Check for pages not used recently
Mark pages as not used recently
Set of all pages
in Memory

• What if hand moving slowly?


– Good sign or bad sign?
» Not many page faults and/or find page quickly
• What if hand is moving quickly?
– Lots of page faults and/or lots of reference bits set
• One way to view clock algorithm:
– Crude partitioning of pages into two groups: young
and old
– Why not partition into more than 2 groups?
Nth Chance version of Clock Algorithm
• Nth chance algorithm: Give page N chances
– OS keeps counter per page: # sweeps
– On page fault, OS checks use bit:
» 1clear use and also clear counter (used in last sweep)
» 0increment counter; if count=N, replace page
– Means that clock hand has to sweep by N times without
page being used before page is replaced

• How do we pick N?
– Why pick large N? Better approx to LRU
» If N ~ 1K, really good approximation
– Why pick small N? More efficient
» Otherwise might have to look a long way to find free page

• What about dirty pages?


– Takes extra overhead to replace a dirty page, so give
dirty pages an extra chance before replacing?
– Common approach:
» Clean pages, use N=1
» Dirty pages, use N=2 (and write back to disk when N=1)
Free List
Single Clock Hand:
Advances as needed to keep
freelist full (“background”)
D
Set of all pages
in Memory
D

Free Pages
For Processes

• Keep set of free pages ready for use in demand paging


– Freelist filled in background by Clock algorithm or other
technique (“Pageout demon”)
– Dirty pages start copying back to disk when enter list
• Like VAX second-chance list
– If page needed before reused, just return to active set
• Advantage: Faster for page fault
– Can always use page (or pages) immediately on fault
Allocation of Page Frames (Memory Pages)
• How do we allocate memory among different processes?
– Does every process get the same fraction of memory?
Different fractions?
– Should we completely swap some processes out of
memory?

• Each process needs minimum number of pages


– Want to make sure that all processes that are loaded into
memory can make forward progress
– Example: IBM 370 – 6 pages to handle SS MOVE
instruction:
» instruction is 6 bytes, might span 2 pages
» 2 pages to handle from
» 2 pages to handle to

• Possible Replacement Scopes:


– Global replacement – process selects replacement frame
from set of all frames; one process can take a frame from
another
– Local replacement – each process selects from only its
own set of allocated frames
Fixed/Priority Allocation
• Equal allocation (Fixed Scheme):
– Every process gets same amount of memory
– Example: 100 frames, 5 processesprocess gets 20
frames
• Proportional allocation (Fixed Scheme)
– Allocate according to the size of process
– Computation proceeds as follows:
si = size of process pi and S = si
m = total number of frames
si
ai = allocation for pi = m
• Priority Allocation: S
– Proportional scheme using priorities rather than size
» Same type of computation as previous scheme
– Possible behavior: If process pi generates a page
fault, select for replacement a frame from a process
with lower priority number
• Perhaps we should use an adaptive scheme
instead???
– What if some application just needs more memory?
Page-Fault Frequency Allocation
• Can we reduce Capacity misses by dynamically
changing the number of pages/application?

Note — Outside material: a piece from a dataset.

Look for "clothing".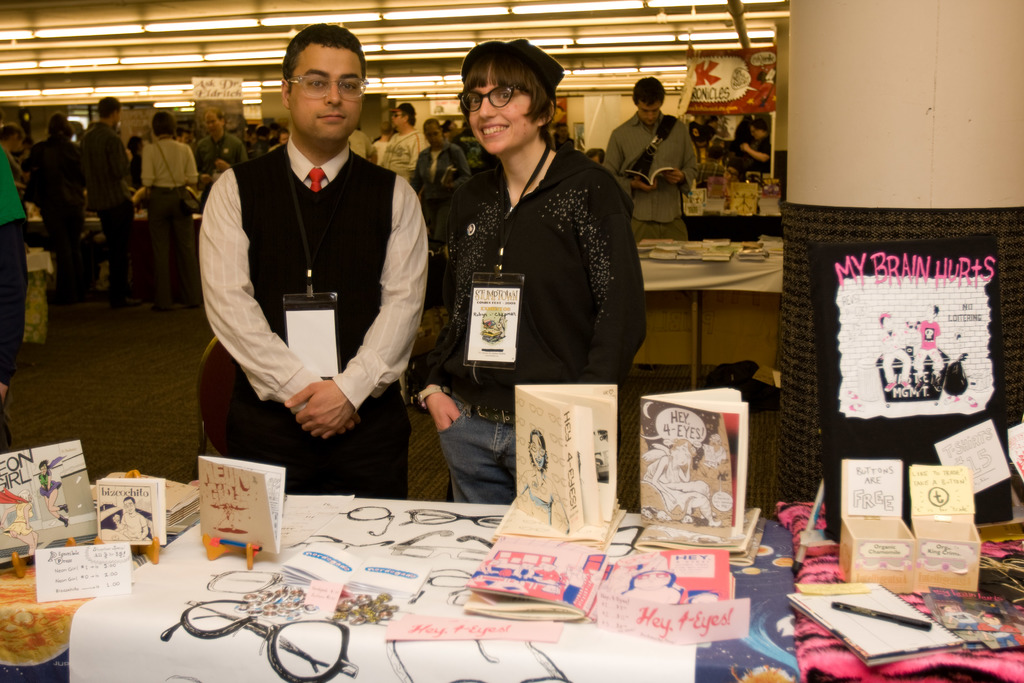
Found: rect(0, 142, 29, 452).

• Establish “acceptable” page-fault rate


– If actual rate too low, process loses frame
– If actual rate too high, process gains frame
• Question: What if we just don’t have enough
memory?
Thrashing

• If a process does not have “enough” pages, the


page-fault rate is very high. This leads to:
– low CPU utilization
– operating system spends most of its time swapping
to disk
• Thrashing  a process is busy swapping pages in
and out
• Questions:
– How do we detect Thrashing?
– What is best response to Thrashing?
Locality In A Memory-Reference Pattern

• Program Memory
Access Patterns have
temporal and spatial
locality
– Group of Pages
accessed along a
given time slice called
the “Working Set”
– Working Set defines
minimum number of
pages needed for
process to behave well
• Not enough memory for
Working
SetThrashing
– Better to swap out
process?
Working-Set Model

•   working-set window  fixed number of page


references
– Example: 10,000 instructions
• WSi (working set of Process Pi) = total set of
pages referenced in the most recent  (varies in
time)
– if  too small will not encompass entire locality
– if  too large will encompass several localities
– if  =   will encompass entire program
• D = |WSi|  total demand frames
• if D > m  Thrashing
– Policy: if D > m, then suspend/swap out processes
– This can improve overall system behavior by a lot!
What about Compulsory Misses?

• Recall that compulsory misses are misses that


occur the first time that a page is seen
– Pages that are touched for the first time
– Pages that are touched after process is swapped
out/swapped back in
• Clustering:
– On a page-fault, bring in multiple pages “around”
the faulting page
– Since efficiency of disk reads increases with
sequential reads, makes sense to read several
sequential pages
• Working Set Tracking:
– Use algorithm to try to track working set of
application
– When swapping process back in, swap in working
set
In a picture

Read /
Write wires
Processor
Core I/O
Controllers
interrupts

Read / DMA transfer Secondary


Write Storage
Main Secondary
Core (Disk)
Memory Storage
(DRAM) (SSD)

• I/O devices you recognize are supported by I/O Controllers


• Processors accesses them by reading and writing IO
registers as if they were memory
– Write commands and arguments, read status and results
Summary (1/2)
• Replacement policies
– FIFO: Place pages on queue, replace page at end
– MIN: Replace page that will be used farthest in future
– LRU: Replace page used farthest in past

• Clock Algorithm: Approximation to LRU


– Arrange all pages in circular list
– Sweep through them, marking as not “in use”
– If page not “in use” for one pass, than can replace

• Nth-chance clock algorithm: Another approx LRU


– Give pages multiple passes of clock hand before
replacing

• Second-Chance List algorithm: Yet another approx LRU


– Divide pages into two groups, one of which is truly LRU
and managed on page faults.
Summary (2/2)
• Working Set:
– Set of pages touched by a process recently

• Thrashing: a process is busy swapping pages in


and out
– Process will thrash if working set doesn’t fit in
memory
– Need to swap out a process

• I/O Devices Types:


– Many different speeds (0.1 bytes/sec to GBytes/sec)
– Different Access Patterns:
» Block Devices, Character Devices, Network Devices
– Different Access Timing:
» Blocking, Non-blocking, Asynchronous
Review: Clock Algorithm (Not Recently Used)
Single Clock Hand:
Advances only on page fault!
Check for pages not used recently
Mark pages as not used recently
Set of all pages
in Memory

• Which bits of a PTE entry are useful to us?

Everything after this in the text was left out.